The controversy surrounding Chick-fil-A’s decision to cut off funding to the Salvation Army and the Fellowship of Christian Athletes offers a lesson from which anyone can profit.

Chick-fil-A is one of America’s most popular fast food restaurant chains.  Yet it’s also been revered—or reviled—for the religious attitudes of its CEO, Dan Cathy, who holds the same views on gay marriage that Barack Obama and Hillary Clinton held up to 2012—that the Bible defined marriage as between one man and one woman, and that if one were a Christian, one had to conclude that gay marriage was unbiblical and therefore wrong.  Of course, Obama flipped on the issue in 2012 as he planned his re-election campaign, and Clinton flopped a year later as she started planning for 2013.  But Cathy, possessing neither presidential ambitions nor the mental agility of those who do, has neither flipped nor flopped—until now.

Both the Salvation Army and the Fellowship of Christian Athletes have been criticized by LGBTQ activists for their support of “Christian marriage” and their opposition gay marriage, despite whatever work they do or the absence of any evidence that they actually harass, persecute, or otherwise discriminate against gays and lesbians.  Chick- fil-A’s donations seemed to reflect its commitment to shared values, and its termination of funding is now being seen as an abandonment of its values and theirs as well.

Chick-fil-A denies any such abandonment.  It says it simply wants to “deepen its giving to a smaller number of organizations working exclusively in the areas of education, homelessness and hunger.”

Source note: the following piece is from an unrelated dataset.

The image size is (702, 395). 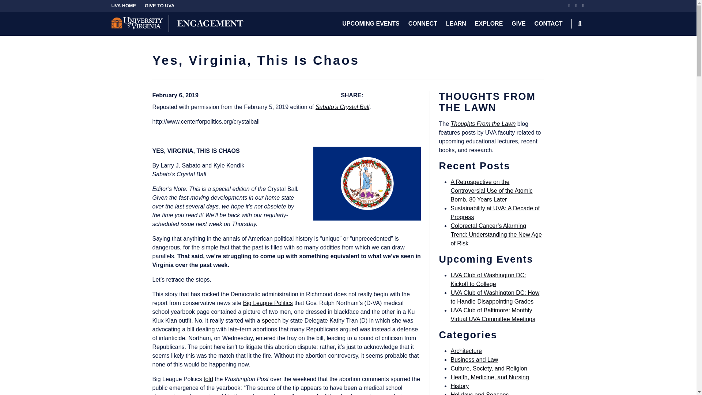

But there may be more to the story than that.  Chik-fil-A’s efforts to open new restaurants or maintain existing ones have long been thwarted by politicians at home and abroad.  City leaders in San Antonio, Chicago, and Boston, for example, have tried to block Chik-fil-A’s expansion efforts, apparently because of its faith-based stance on gay marriage.  LGBTQ activists forced the closer of a Chik-fil-A in England only 8 days after it opened.  It seems reasonable to conclude that Chik-fil-A is changing its charity strategies and tactics to appear more tolerant and thereby earn more profit.

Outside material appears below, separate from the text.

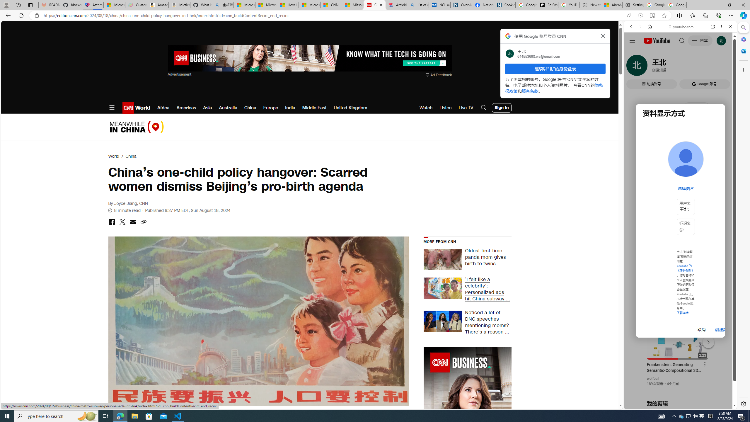  What do you see at coordinates (132, 222) in the screenshot?
I see `share with email` at bounding box center [132, 222].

So far, however, all Chick-fil-A is earning is scorn:   Conservative Christians charge that one of the organizations to which Chick-fil-A plans to donate, Covenant House International, supports the LGBΤQ agenda.  On the other hand, a spokesman for the Gay and Lesbian Alliance Against Defamation (GLAAD) remains critical, saying that “Chick-fil-A still lacks policies to ensure safe workplaces for LGBTQ employees and should unequivocally speak out against the anti-LGBTQ reputation their brand (sic) represents. “  It’s also been noted that Chick-fil-A has not unequivocally ruled out the possibility of supporting faith-based organizations in the future even if those organizations oppose gay marriage.  In short, Chick-fil-A is being slammed simultaneously by those who believe it’s betrayed their shared values and those who believe its conversion is insufficiently sincere.

How this will play out remains to be seen.  The controversy over the National Basketball Association’s kowtowing to Communist China, with its concentration camps, riot police, and determination to suppress its subjects’ religious and political freedoms seems to have blown over for now.  Perhaps the public will soon forget the controversy surrounding Chick-fil-A as well.

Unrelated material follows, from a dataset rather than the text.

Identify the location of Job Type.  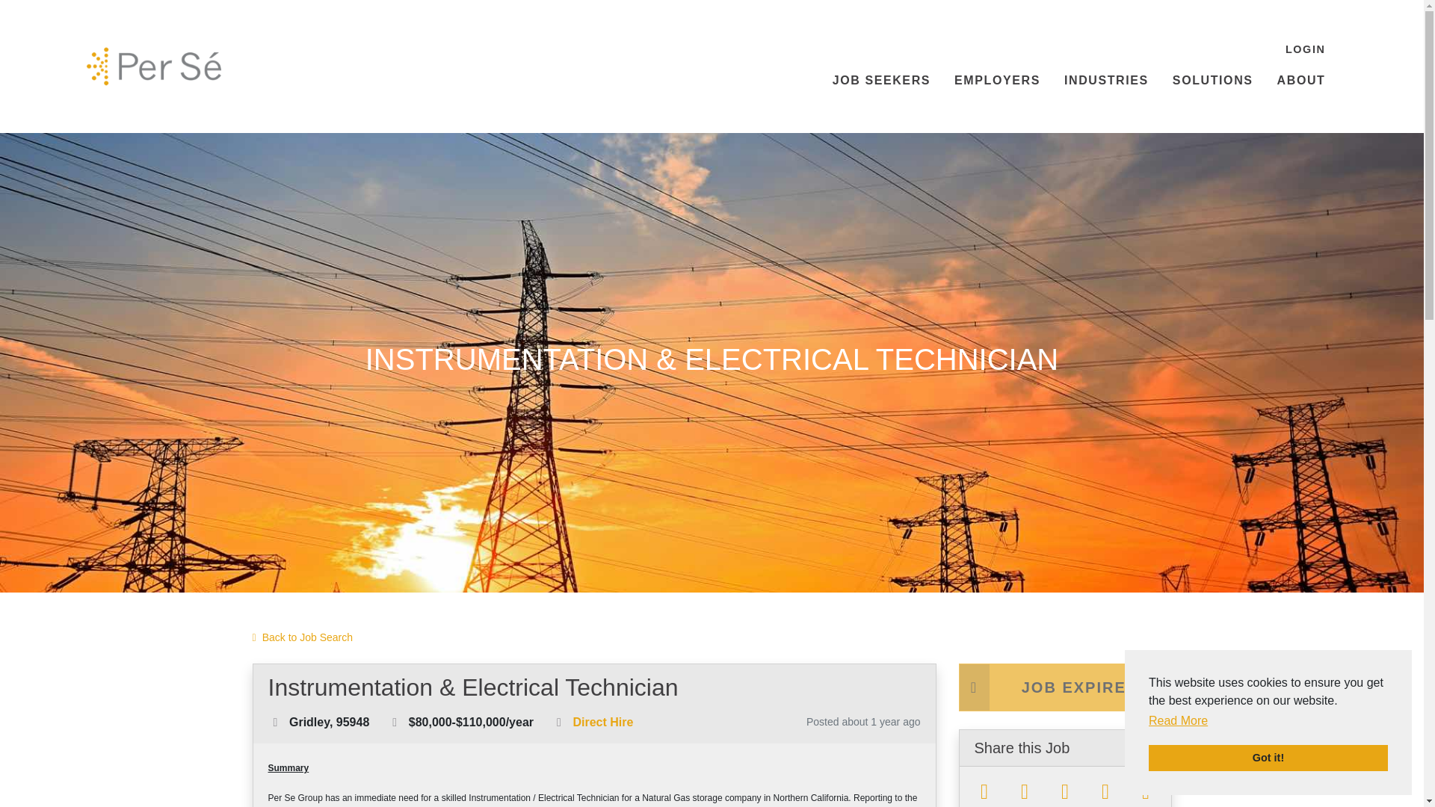
(559, 723).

But for the time being, it should be noted that Chick-fil-A, in attempting to change its image by becoming more appealing to supporters of gay rights without explicitly abandoning its original principles, is showing that by trying to be all things to everyone it runs the risk of being nothing to anyone.  


Malcolm L. Cross has lived in Stephenville and taught politics and government at Tarleton since 1987. His political and civic activities include service on the Stephenville City Council (2000-2014) and on the Erath County Republican Executive Committee (1990 to the present).  He was Mayor Pro Tem of Stephenville from 2008 to 2014.  He is a member of St. Luke’s Episcopal Church and the Stephenville Rotary Club, and does volunteer work for the Boy Scouts of America. Views expressed in this column are his and do not reflect those of The Flash as a whole.